Audit: Aging water meters, leaks cost Apopka $1.2 million
Many of Apopka’s “smart” water meters apparently can’t read.
An audit ordered by the Apopka City Council last fall blamed the failing high-tech meters for the city’s inability to account for 750 million gallons of water piped to residential and business customers in 2016. The lost water represents 26.1 percent of drinking water distributed by the city and is enough to fill 1,136 Olympic-size pools. The audit estimated the city lost $1.2 million in revenue in 2016 from meter failures and system leaks.
“It’s a costly infrastructure problem,” said Joe Kilsheimer, whose four-year term as Apopka mayor ended Tuesday when his successor Bryan Nelson was sworn in.
The city’s consumptive wateruse permit with the St. Johns River Management District says “unaccounted for” water cannot exceed 10 percent. St. Johns
spokeswoman Danielle Spears said the agency sampled audits from a handful of Central Florida cities with smart meters — including Casselberry, Ocoee, Sanford and Winter Park — and each showed less than 10 percent water loss.
The smart meters, introduced in Orange County’s second-largest city in 2007 at a cost of $3 million, feature technology designed to read devices that track the amount of water used at a home or business. Those figures are then transmitted via radio frequencies to city computers, which tally a customer’s monthly water bill.
The meters were supposed to improve waterbilling accuracy and save money by reducing a cadre of meter readers who gathered billing data manually by visually inspecting the meters.
But as Apopka’s smart meters have aged, the amount of water considered “unaccounted for” has increased.
When the city used humans to read meters, typically the amount of unaccounted-for water was calculated as about 2 percent to 4 percent. A state-mandated audit in 2014 showed Apopka’s percentage had risen to 9.9 percent.
That was troubling because it is more than double the amount of lost water allowed under the permit Apopka uses to draw water from the Lower Floridan Aquifer.
High rates of unaccounted-for water often signal breaks or leaks in a city’s miles of water lines. Apopka has 360 miles of pipe.
“We are communicating with them about the 26.1 percent loss,” Spears said in an email. “The rule also says that when it’s over 10 percent they must do things like conduct a meter survey, leak detection, etc.”
Apopka’s system assessment, performed by a consultant for $20,000, was prompted by complaints from customers upset about erratic swings in their water bills, which possibly were related to malfunctioning meters.
Though Apopka was among the first in the region to switch to smart meters, it did not routinely test them for accuracy or have a replacement program as other utilities do.
For example, Winter Garden City Manager Mike Bollhoefer said his city figures on $250,000 a year to switch out and update smart meters.
“You have to,” he said. “Smart meters have to be replaced periodically because they go bad.”
Sanford also has an aggressive replacement program, budgeting $300,000 for new meters.
The Orlando Utilities Commission finished installing 150,000 smart water meters in 2015 to help catch leaks and give customers more up-to-date information about their water use, OUC spokesman Tim Trudell said.
He said all utilities, no matter how modern their system, lose some water.
“We haven’t been perfect,” Trudell said. “But every time I’ve ever looked at it, [water loss] was well below 10 percent.”
As the Apopka audit was under way, the city embarked on an “accelerated meter change-out program,” replacing 100 meters a week to lower unaccounted-for losses.
Apopka’s high-tech meters made a big splash when first installed.
A representative of the meter company boasted about the switch, saying it was “like going from the Flintstones to the Jetsons."
But Kilsheimer said cities ought to take heed.
“This is something cities should be paying keen attention to,” he said. “With water being a critical issue in Florida, knowing exactly how much water you’re taking out of the ground and how much you’re billing is something all cities are going to have to pay increasing attention to.”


About this task: Would you reproduce all of the entries exactly?

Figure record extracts
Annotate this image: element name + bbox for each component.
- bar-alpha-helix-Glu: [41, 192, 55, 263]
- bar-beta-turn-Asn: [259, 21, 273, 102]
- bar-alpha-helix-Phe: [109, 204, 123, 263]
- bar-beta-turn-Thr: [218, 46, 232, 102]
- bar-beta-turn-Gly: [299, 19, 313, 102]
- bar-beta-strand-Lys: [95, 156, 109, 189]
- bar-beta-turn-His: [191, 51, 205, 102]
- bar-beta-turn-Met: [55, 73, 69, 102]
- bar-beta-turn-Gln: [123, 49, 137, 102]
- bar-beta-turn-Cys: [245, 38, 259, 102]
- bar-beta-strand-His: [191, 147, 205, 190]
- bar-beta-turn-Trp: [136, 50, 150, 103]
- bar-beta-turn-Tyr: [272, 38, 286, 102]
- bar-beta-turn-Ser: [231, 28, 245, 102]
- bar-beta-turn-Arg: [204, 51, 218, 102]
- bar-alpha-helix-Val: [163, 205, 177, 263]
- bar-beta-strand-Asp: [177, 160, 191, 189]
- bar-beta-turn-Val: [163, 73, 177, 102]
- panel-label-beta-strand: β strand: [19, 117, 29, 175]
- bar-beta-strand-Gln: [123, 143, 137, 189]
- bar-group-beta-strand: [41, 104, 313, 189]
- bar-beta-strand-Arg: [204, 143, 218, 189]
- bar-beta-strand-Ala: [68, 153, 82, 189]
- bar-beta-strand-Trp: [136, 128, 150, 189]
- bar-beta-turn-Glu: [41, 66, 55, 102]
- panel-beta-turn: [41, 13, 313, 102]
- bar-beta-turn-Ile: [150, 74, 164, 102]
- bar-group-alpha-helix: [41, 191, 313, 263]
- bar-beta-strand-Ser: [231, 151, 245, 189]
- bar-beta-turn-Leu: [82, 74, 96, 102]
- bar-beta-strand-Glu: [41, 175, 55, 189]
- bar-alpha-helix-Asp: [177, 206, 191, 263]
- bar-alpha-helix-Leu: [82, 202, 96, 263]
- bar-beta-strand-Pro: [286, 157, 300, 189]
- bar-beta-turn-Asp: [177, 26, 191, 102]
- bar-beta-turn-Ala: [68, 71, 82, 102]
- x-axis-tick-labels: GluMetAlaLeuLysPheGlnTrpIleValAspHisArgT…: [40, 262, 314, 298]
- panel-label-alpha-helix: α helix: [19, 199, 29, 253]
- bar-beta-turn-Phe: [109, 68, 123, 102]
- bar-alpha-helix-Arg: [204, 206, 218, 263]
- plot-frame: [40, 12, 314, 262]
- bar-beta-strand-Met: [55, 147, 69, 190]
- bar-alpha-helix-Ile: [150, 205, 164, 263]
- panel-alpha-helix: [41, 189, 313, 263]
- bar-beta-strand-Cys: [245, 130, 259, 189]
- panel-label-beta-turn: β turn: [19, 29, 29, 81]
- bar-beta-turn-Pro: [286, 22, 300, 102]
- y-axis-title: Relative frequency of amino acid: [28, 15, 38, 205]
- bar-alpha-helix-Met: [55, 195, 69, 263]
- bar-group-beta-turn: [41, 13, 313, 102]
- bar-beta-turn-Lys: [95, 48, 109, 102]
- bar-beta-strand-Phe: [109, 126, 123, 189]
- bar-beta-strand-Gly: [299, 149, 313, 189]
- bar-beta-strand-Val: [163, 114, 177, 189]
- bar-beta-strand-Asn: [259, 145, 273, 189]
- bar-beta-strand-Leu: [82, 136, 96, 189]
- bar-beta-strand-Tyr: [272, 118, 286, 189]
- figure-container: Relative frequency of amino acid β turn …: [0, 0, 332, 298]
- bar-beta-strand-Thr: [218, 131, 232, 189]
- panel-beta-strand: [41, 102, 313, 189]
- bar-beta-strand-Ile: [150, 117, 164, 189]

Task output:
Annotate this image: element name + bbox for each component.
- bar-alpha-helix-Glu: [41, 192, 55, 263]
- bar-beta-turn-Asn: [259, 21, 273, 102]
- bar-alpha-helix-Phe: [109, 204, 123, 263]
- bar-beta-turn-Thr: [218, 46, 232, 102]
- bar-beta-turn-Gly: [299, 19, 313, 102]
- bar-beta-strand-Lys: [95, 156, 109, 189]
- bar-beta-turn-His: [191, 51, 205, 102]
- bar-beta-turn-Met: [55, 73, 69, 102]
- bar-beta-turn-Gln: [123, 49, 137, 102]
- bar-beta-turn-Cys: [245, 38, 259, 102]
- bar-beta-strand-His: [191, 147, 205, 190]
- bar-beta-turn-Trp: [136, 50, 150, 103]
- bar-beta-turn-Tyr: [272, 38, 286, 102]
- bar-beta-turn-Ser: [231, 28, 245, 102]
- bar-beta-turn-Arg: [204, 51, 218, 102]
- bar-alpha-helix-Val: [163, 205, 177, 263]
- bar-beta-strand-Asp: [177, 160, 191, 189]
- bar-beta-turn-Val: [163, 73, 177, 102]
- panel-label-beta-strand: β strand: [19, 117, 29, 175]
- bar-beta-strand-Gln: [123, 143, 137, 189]
- bar-group-beta-strand: [41, 104, 313, 189]
- bar-beta-strand-Arg: [204, 143, 218, 189]
- bar-beta-strand-Ala: [68, 153, 82, 189]
- bar-beta-strand-Trp: [136, 128, 150, 189]
- bar-beta-turn-Glu: [41, 66, 55, 102]
- panel-beta-turn: [41, 13, 313, 102]
- bar-beta-turn-Ile: [150, 74, 164, 102]
- bar-group-alpha-helix: [41, 191, 313, 263]
- bar-beta-strand-Ser: [231, 151, 245, 189]
- bar-beta-turn-Leu: [82, 74, 96, 102]
- bar-beta-strand-Glu: [41, 175, 55, 189]
- bar-alpha-helix-Asp: [177, 206, 191, 263]
- bar-alpha-helix-Leu: [82, 202, 96, 263]
- bar-beta-strand-Pro: [286, 157, 300, 189]
- bar-beta-turn-Asp: [177, 26, 191, 102]
- bar-beta-turn-Ala: [68, 71, 82, 102]
- x-axis-tick-labels: GluMetAlaLeuLysPheGlnTrpIleValAspHisArgT…: [40, 262, 314, 298]
- panel-label-alpha-helix: α helix: [19, 199, 29, 253]
- bar-beta-turn-Phe: [109, 68, 123, 102]
- bar-alpha-helix-Arg: [204, 206, 218, 263]
- plot-frame: [40, 12, 314, 262]
- bar-beta-strand-Met: [55, 147, 69, 190]
- bar-alpha-helix-Ile: [150, 205, 164, 263]
- panel-alpha-helix: [41, 189, 313, 263]
- bar-beta-strand-Cys: [245, 130, 259, 189]
- panel-label-beta-turn: β turn: [19, 29, 29, 81]
- bar-beta-turn-Pro: [286, 22, 300, 102]
- y-axis-title: Relative frequency of amino acid: [28, 15, 38, 205]
- bar-alpha-helix-Met: [55, 195, 69, 263]
- bar-group-beta-turn: [41, 13, 313, 102]
- bar-beta-turn-Lys: [95, 48, 109, 102]
- bar-beta-strand-Phe: [109, 126, 123, 189]
- bar-beta-strand-Gly: [299, 149, 313, 189]
- bar-beta-strand-Val: [163, 114, 177, 189]
- bar-beta-strand-Asn: [259, 145, 273, 189]
- bar-beta-strand-Leu: [82, 136, 96, 189]
- bar-beta-strand-Tyr: [272, 118, 286, 189]
- figure-container: Relative frequency of amino acid β turn …: [0, 0, 332, 298]
- bar-beta-strand-Thr: [218, 131, 232, 189]
- panel-beta-strand: [41, 102, 313, 189]
- bar-beta-strand-Ile: [150, 117, 164, 189]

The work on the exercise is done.